A quiet supermarket empire. A mysterious abduction. A ransom that shook Europe. The story behind one of the strangest billionaire disappearances you have never heard about.
Most people walk into Aldi for cheap groceries and a quick shop. What they rarely know is that one of the men behind the supermarket chain was once at the center of one of Germany’s most shocking kidnappings.
Theo Albrecht, co founder of Aldi and one of the richest men in Europe, was abducted in 1971. He was leaving his office at the Aldi North headquarters in Essen when two armed men grabbed him and forced him into a waiting vehicle. Theo disappeared instantly.
His kidnappers, Heinz Joachim Ollenburg and Paul Kron, demanded seven million Deutsche Marks for his release. At the time, this was one of the largest ransom demands Germany had ever seen.
Theo was held for seventeen days before the ransom was paid and he was freed. He survived, but the trauma shaped him for the rest of his life. Already private, he became even more withdrawn. His public appearances stopped entirely. He ran Aldi North from the shadows with almost complete secrecy, while his brother Karl did the same at Aldi South.
The story took an even stranger turn when Theo tried to claim the ransom payment as a tax deductible business expense. He argued that he had been kidnapped while working, so the cost should count as a business loss. German tax authorities disagreed, and the case became a legendary example in tax textbooks.
Both kidnappers were eventually caught. Ollenburg later wrote a book about the crime, adding to the bizarre legacy of the case. Yet despite all the investigation, many details of Theo’s seventeen days in captivity have never been publicly clarified.
What is certain is this. Aldi’s silent, minimalist, no frills empire was partly shaped by a founder who survived an ordeal most billionaires never could have imagined.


Task directions – The string "transport" may appear in lines of the listing. Report each line where it does.

Data –
# # # #

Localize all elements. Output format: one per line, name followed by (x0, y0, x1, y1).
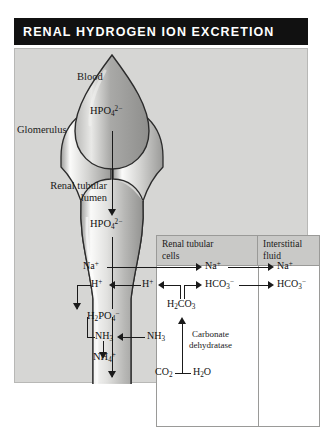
species-hco3-fluid: HCO3− (277, 279, 306, 291)
hco3-arrow-head (196, 281, 202, 289)
carbonate-reaction-arrow (178, 317, 186, 324)
flow-line-lower (112, 317, 113, 377)
species-na-cell: Na+ (205, 261, 221, 271)
diagram-root: RENAL HYDROGEN ION EXCRETION (0, 0, 324, 437)
h-cell-arrow (158, 281, 164, 289)
nh4-form-arrow (99, 352, 107, 359)
flow-arrow-upper (108, 209, 116, 216)
h-transport-arrow (109, 281, 115, 289)
na-arrow-head-1 (196, 263, 202, 271)
species-h2o: H2O (193, 367, 211, 379)
na-arrow-line-2 (228, 267, 269, 268)
nh3-lumen-riser (87, 317, 88, 337)
species-co2: CO2 (155, 367, 173, 379)
species-na-fluid: Na+ (277, 261, 293, 271)
label-glomerulus: Glomerulus (17, 124, 67, 136)
hco3-transport-line (239, 285, 269, 286)
species-hpo4-blood: HPO42− (90, 106, 122, 118)
flow-arrow-bottom (108, 371, 116, 378)
diagram-panel: Blood Glomerulus Renal tubular lumen HPO… (14, 48, 308, 383)
species-h2po4: H2PO4− (87, 311, 119, 323)
h2co3-split-left (180, 285, 181, 299)
flow-line-upper (112, 131, 113, 213)
hco3-transport-arrow (268, 281, 274, 289)
nh3-transport-arrow (117, 333, 123, 341)
h-transport-line (111, 285, 141, 286)
page-title: RENAL HYDROGEN ION EXCRETION (14, 25, 274, 39)
species-hco3-cell: HCO3− (205, 279, 234, 291)
na-arrow-line-1 (107, 267, 197, 268)
na-arrow-head-2 (268, 263, 274, 271)
species-h-lumen: H+ (91, 279, 102, 289)
species-nh3-lumen: NH3 (95, 331, 113, 343)
h-lumen-drop-arrow (73, 303, 81, 310)
compartment-table: Renal tubular cells Interstitial fluid (156, 235, 320, 427)
label-blood: Blood (77, 71, 103, 83)
species-na-lumen: Na+ (83, 261, 99, 271)
carbonate-reaction-line (182, 323, 183, 373)
h2co3-split-right (184, 285, 185, 299)
nh3-lumen-stub (87, 337, 95, 338)
species-h-cell: H+ (142, 279, 153, 289)
label-renal-tubular-lumen: Renal tubular lumen (15, 180, 107, 205)
species-h2co3: H2CO3 (167, 299, 195, 311)
flow-line-mid (112, 237, 113, 309)
species-hpo4-lumen: HPO42− (90, 219, 122, 231)
table-column-divider (258, 266, 259, 427)
diagram-title-bar: RENAL HYDROGEN ION EXCRETION (14, 18, 308, 45)
label-carbonate-dehydratase: Carbonate dehydratase (189, 329, 232, 351)
h-lumen-stub (77, 285, 91, 286)
species-nh3-cell: NH3 (147, 331, 165, 343)
co2-h2o-join (175, 373, 191, 374)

# # # #

Result of the exercise –
h-transport-arrow (109, 281, 115, 289)
hco3-transport-line (239, 285, 269, 286)
hco3-transport-arrow (268, 281, 274, 289)
nh3-transport-arrow (117, 333, 123, 341)
h-transport-line (111, 285, 141, 286)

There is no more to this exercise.